Madeleine Albright once famously said that people don’t like the word multilateralism because, “it has too many syllables and it ends with an ‘ism.’”
Whether or not you like the word, what it means — basically, that countries and their citizens will do better and go farther by working together than by going it alone — is vital to all of us.
There are three main points about multilateralism I shared this week [at the United Nations DPI/NGO Conference in New York] and want to share here.
First, let’s dispense with any illusion that we don’t need it.
Wherever we live, whatever community we call home — there is virtually no domain of our lives that is not made better by stronger multilateral action. It took multilateralism to defeat smallpox, close the hole in the ozone layer, and vaccinate record numbers of infants against preventable diseases after the world adopted the Millennium Development Goals ...
Second, let’s get creative about what multilateralism looks like in the 21st century.

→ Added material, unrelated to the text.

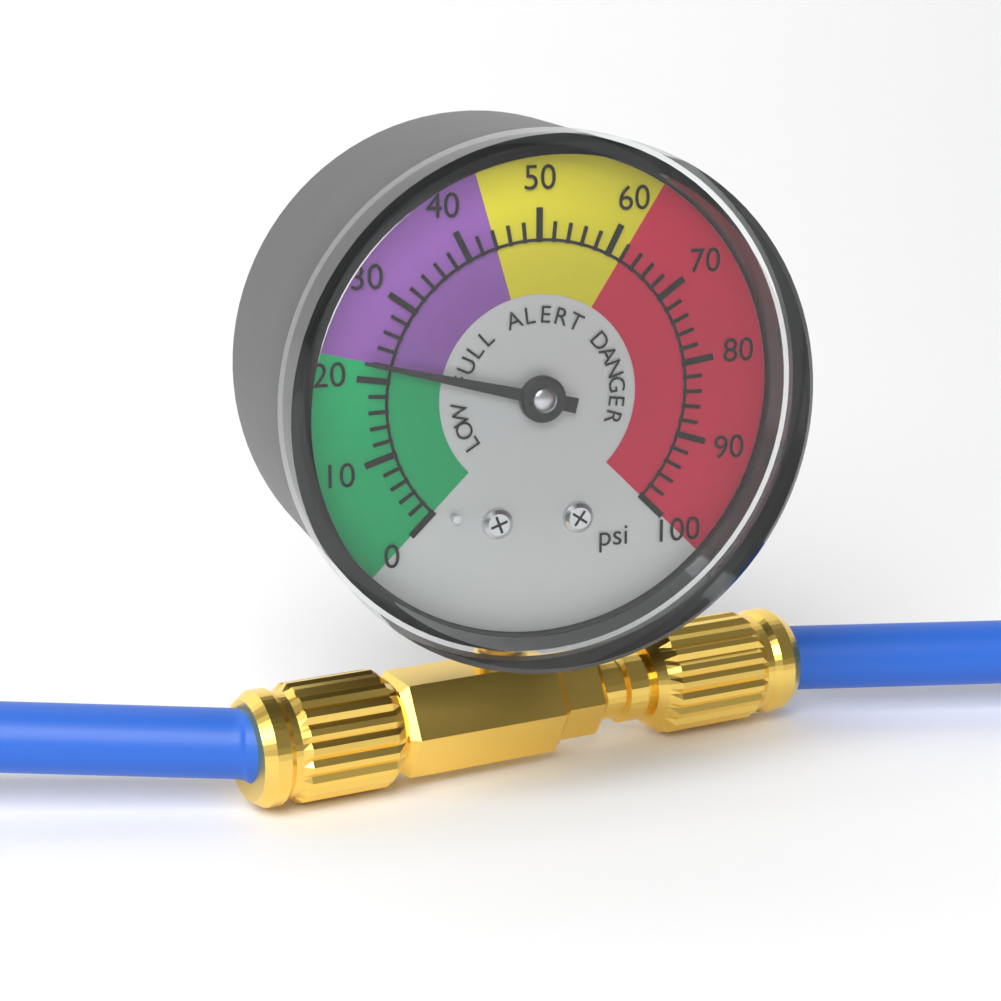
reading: 22 psi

Consider some of the ways new actors are organizing around climate change. Here in the U.S., an umbrella group of nearly 3,000 private and public sector leaders representing more than $6 trillion in U.S. Gross Domestic Product have come together as America’s Pledge to deliver on the U.S. Government’s international commitments under the Paris Climate Agreement. A bipartisan group of U.S. governors, representing the equivalent of the world’s third largest economy after the United States and China, created the U.S. Climate Alliance to do the same thing.
Third, let’s not underestimate the threat.
We face rising skepticism about the value of multilateral institutions. We are seeing new questions about the global staying power of precisely the countries that built the international system in the first place. The global agenda is also immense, and that carries different risks — of dilution and distraction. And the space for civil society has been aggressively shrinking in exactly the places we need it the most.